Here are five things that show Mandela did well in his mission as a liberator of all, not just black, people.

1) Left power willingly

South Africa’s people — Black, White, Indian, Malay and others of diverse origin — enjoy peaceful, free and fair elections because of a precedent set by Mandela. He fought in the liberation struggle, won elections and then handed over power peacefully. This may seem like no big deal but one needs only to look at the number of liberation icons in Africa and beyond who have become loathed dictators to understand the importance of this gesture. As president of the continent’s biggest economy, he could have stayed on and looted billions for himself, his family and comrades, but Mandela left willingly.

 

2) Did not tinker with the constitution

Maybe it’s because Mandela and fellow struggle icon Oliver Tambo were lawyers by profession. Or perhaps those who wrote it had the benefit of seeing where other post-independence constitutions had gone wrong. Whatever the case, South Africa has one of the best constitutions in the world today. However, the world has seen countless independence leaders changing constitutions to grant themselves absolute authority. This year, Zimbabweans voted for a new constitution limiting the president’s powers. Egypt is in the process of rewriting its own. All these are attempts to correct power-grabbing revisions done after independence.
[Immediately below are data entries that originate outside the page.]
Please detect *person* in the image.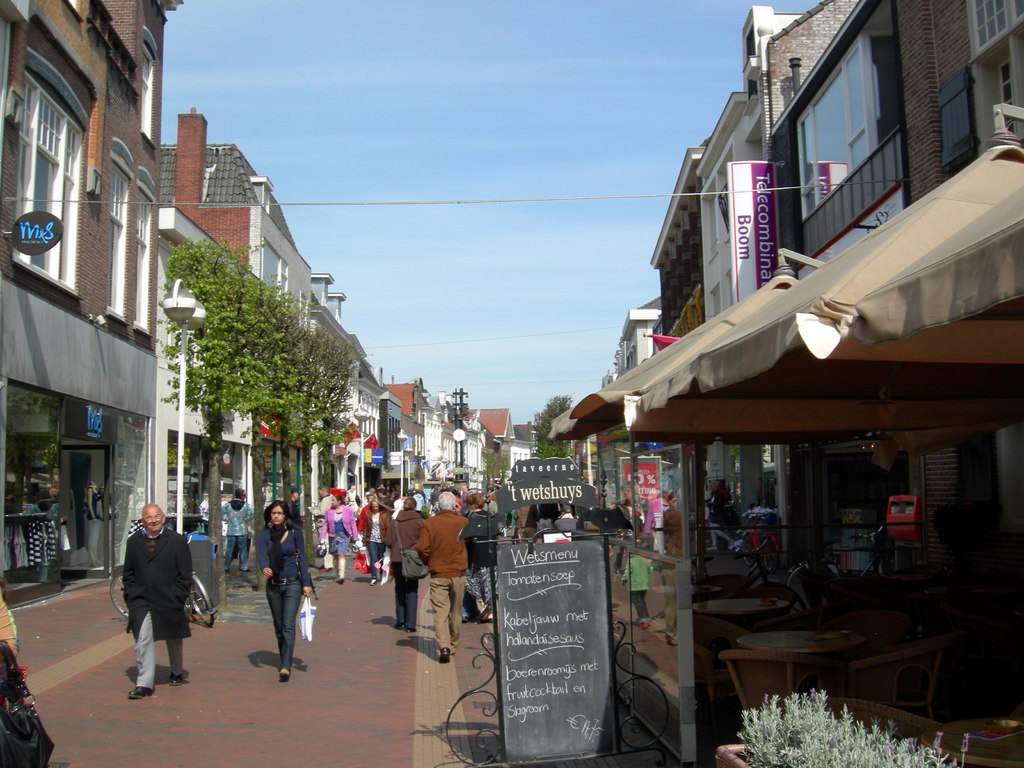
Rect(324, 487, 347, 508).
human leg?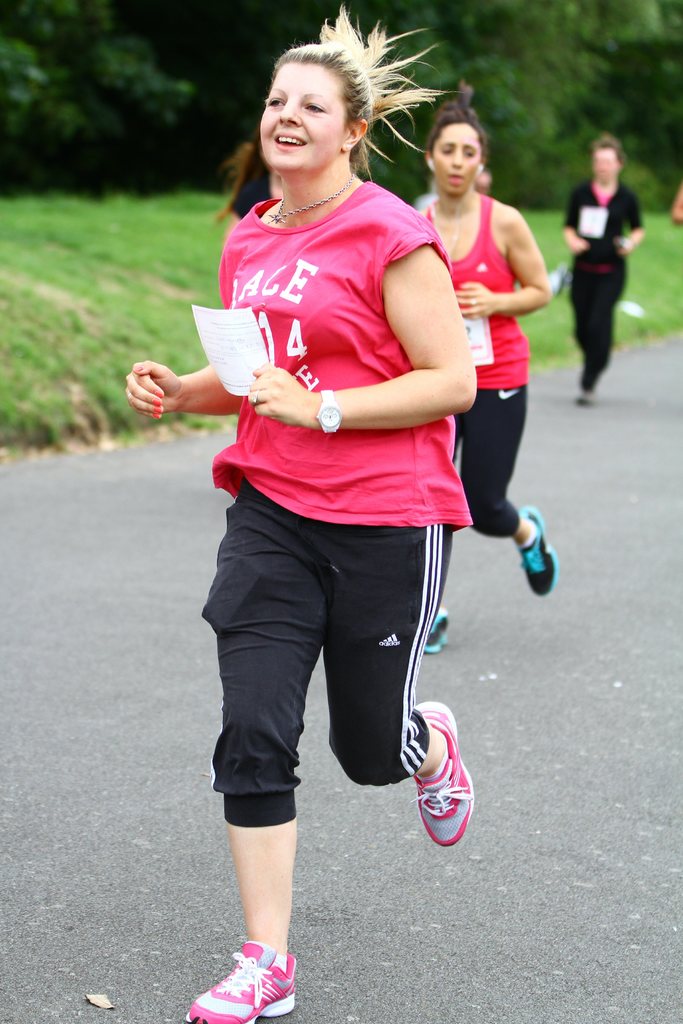
bbox=(572, 257, 624, 409)
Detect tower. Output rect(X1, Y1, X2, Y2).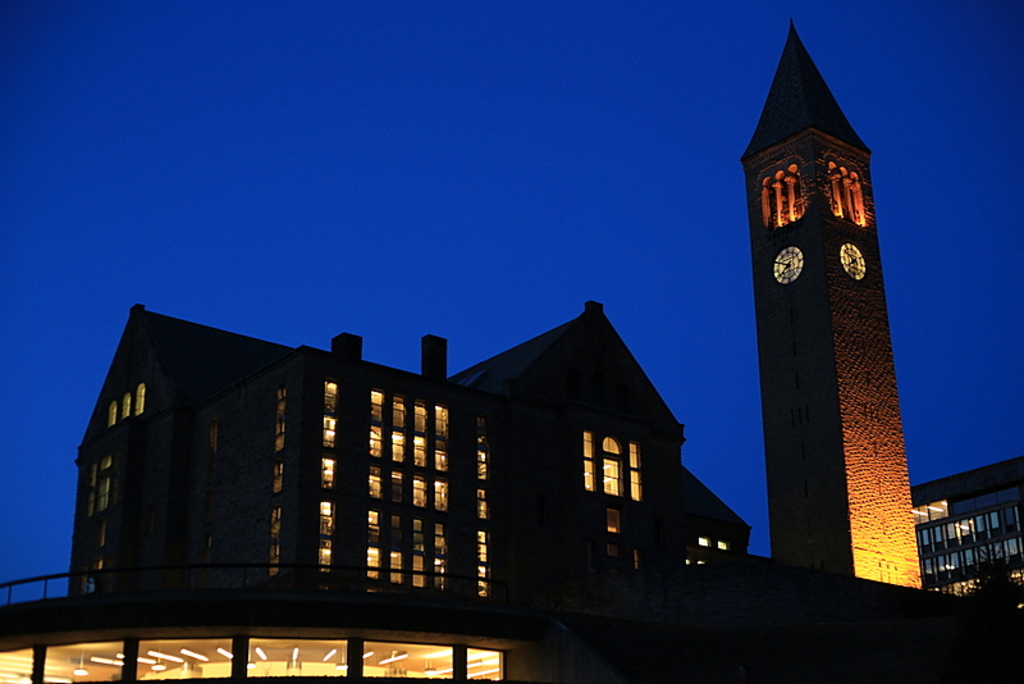
rect(737, 15, 924, 592).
Once again, this was not so with Madiba. He left his intact, if not better.

 

3) Brought rights for all

At the time of Mandela’s death, South Africa is one of the few Muslim minority countries in the world planning to introduce Muslim personal law or Muslim family law to cater for Muslim citizens who requested such legislation. A few weeks ago, newspapers in South Africa reported the Western Cape High Court gave the Justice Minister a nine-month deadline to report on the progress made with the Muslim Marriages Bill. Of course, there is a big debate about why other minorities such as Sikhs and Hindus should not have their own special laws. However, that such progress is being made can be credited to Mandela’s legacy of fighting for the rights and dignity of all.
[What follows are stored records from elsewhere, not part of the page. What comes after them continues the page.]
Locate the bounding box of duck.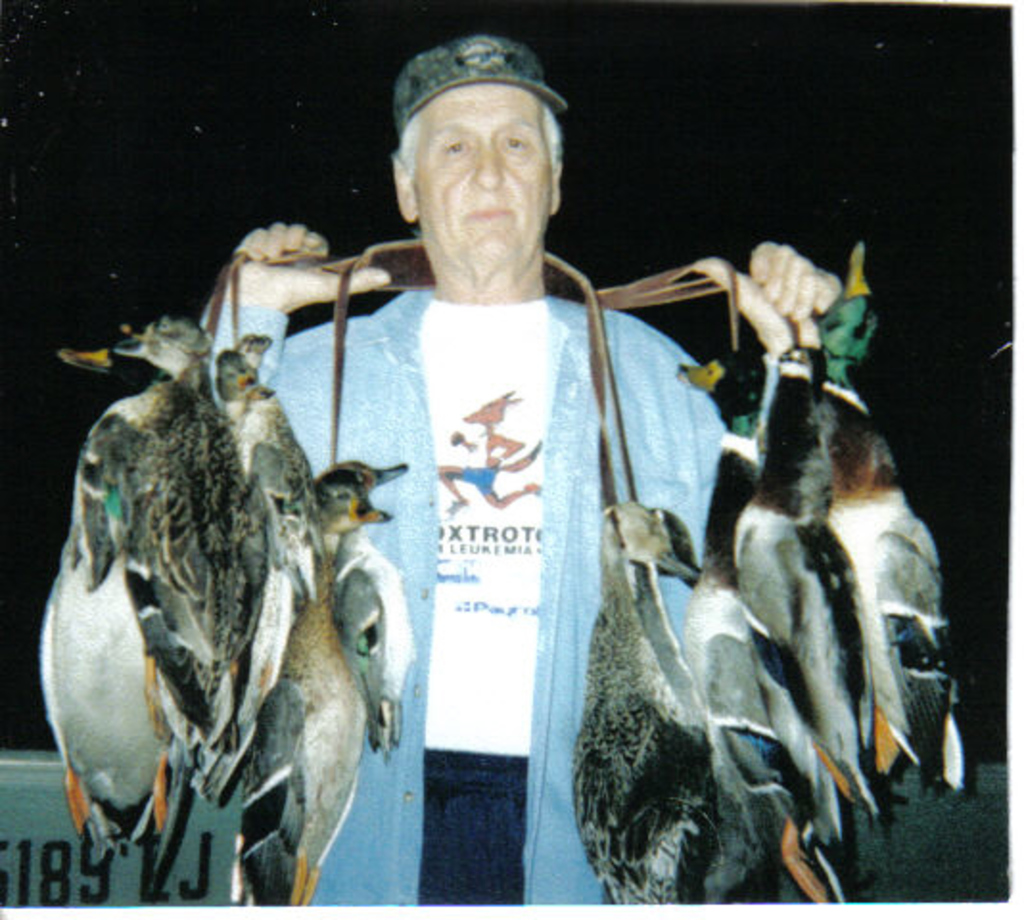
Bounding box: [left=807, top=240, right=974, bottom=799].
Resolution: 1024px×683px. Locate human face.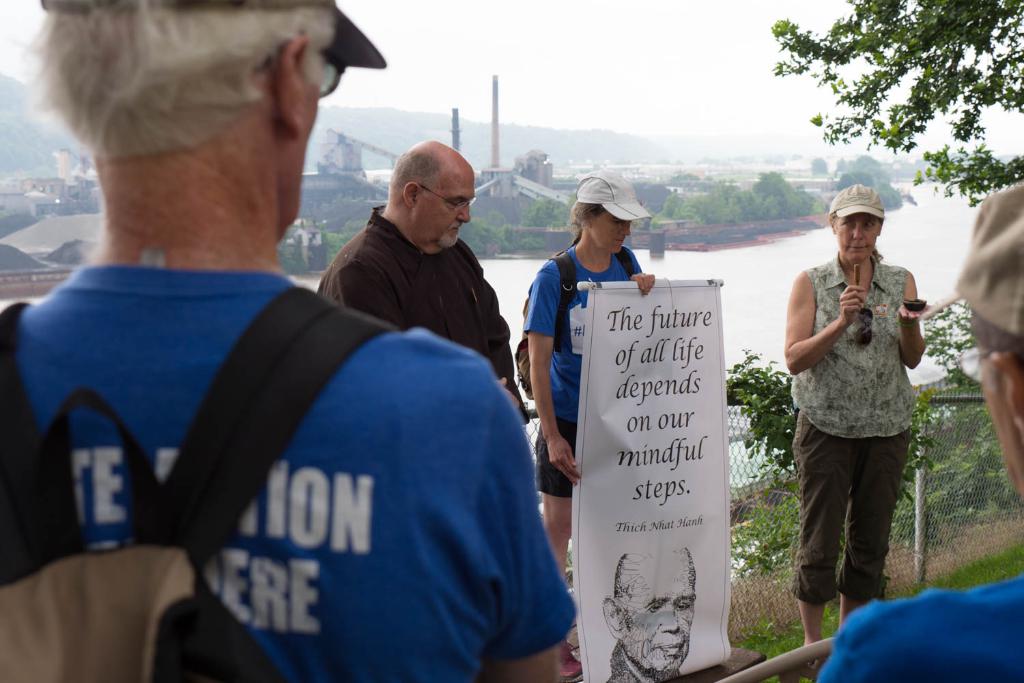
crop(836, 213, 881, 264).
“I have fought against white domination, and I have fought against black domination. I have cherished the ideal of a democratic and free society in which all persons will live together in harmony and with equal opportunities,” the Nationalist said in his famous Rivonia Trial speech in 1964.

 

4) Kept fighting for other oppressed peoples

With a Nobel Prize (1993) sitting on his coffee table and his country finally liberated, Mandela could have considered his duty to his people well and truly done. But his sense of duty extended beyond his own country. He mediated in the genocide in Rwanda and Burundi, assisted efforts in the Democratic Republic of Congo and spoke out in support of the Palestinians among others.
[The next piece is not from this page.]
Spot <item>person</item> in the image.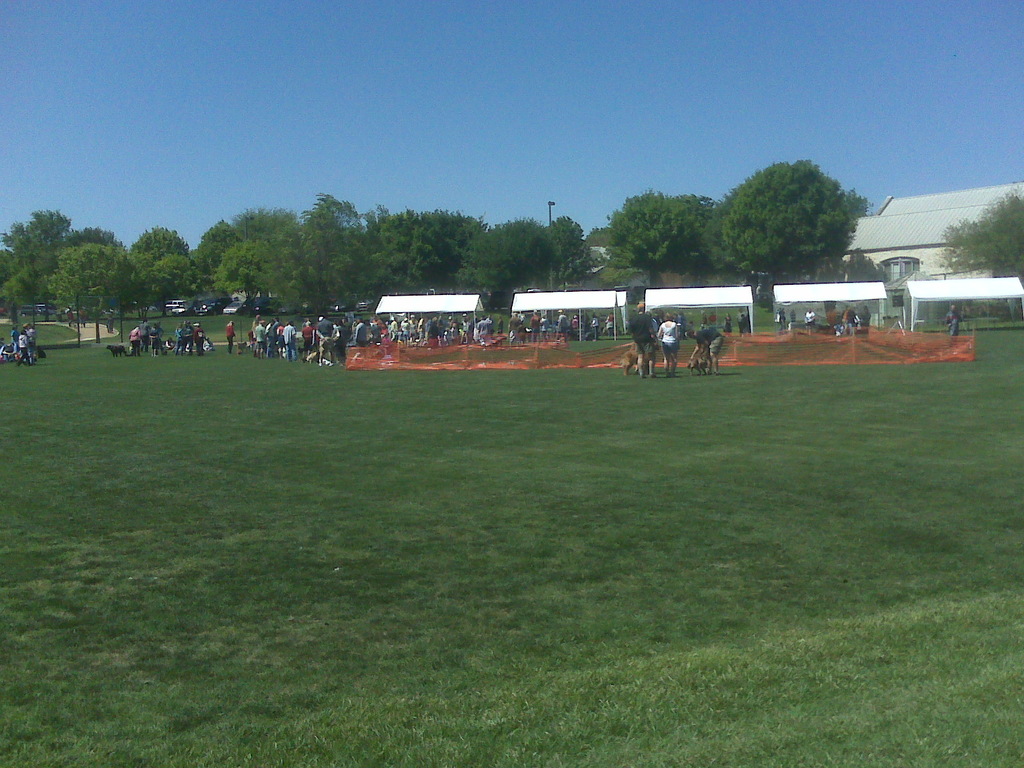
<item>person</item> found at 229 323 232 350.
On Friday, jailed Palestinian leader Marwan Barghuti wrote in an open letter: “You [Mandela] said: ‘We know too well that our freedom is incomplete without the freedom of the Palestinians.’

“And from within my prison cell, I tell you our freedom seems possible because you reached yours.”

 

5) Believed there is no freedom without freedom from poverty

“As long as poverty, injustice and gross inequality persist in our world, none of us can truly rest...overcoming poverty is not a gesture of charity. It is an act of justice. It is the protection of a fundamental human right, the right to dignity and a decent life,” the African leader said in a speech in February 2005, for the campaign to end poverty in the developing world, in London’s Trafalgar Square. South Africa still has a massive poverty gap. It is yet to solve the biggest question — ownership of land and resources. But the country’s citizens all have the right and responsibility to elect leaders who can correct whatever deficiencies exist. Mandela did his part. Others can carry on where he left off.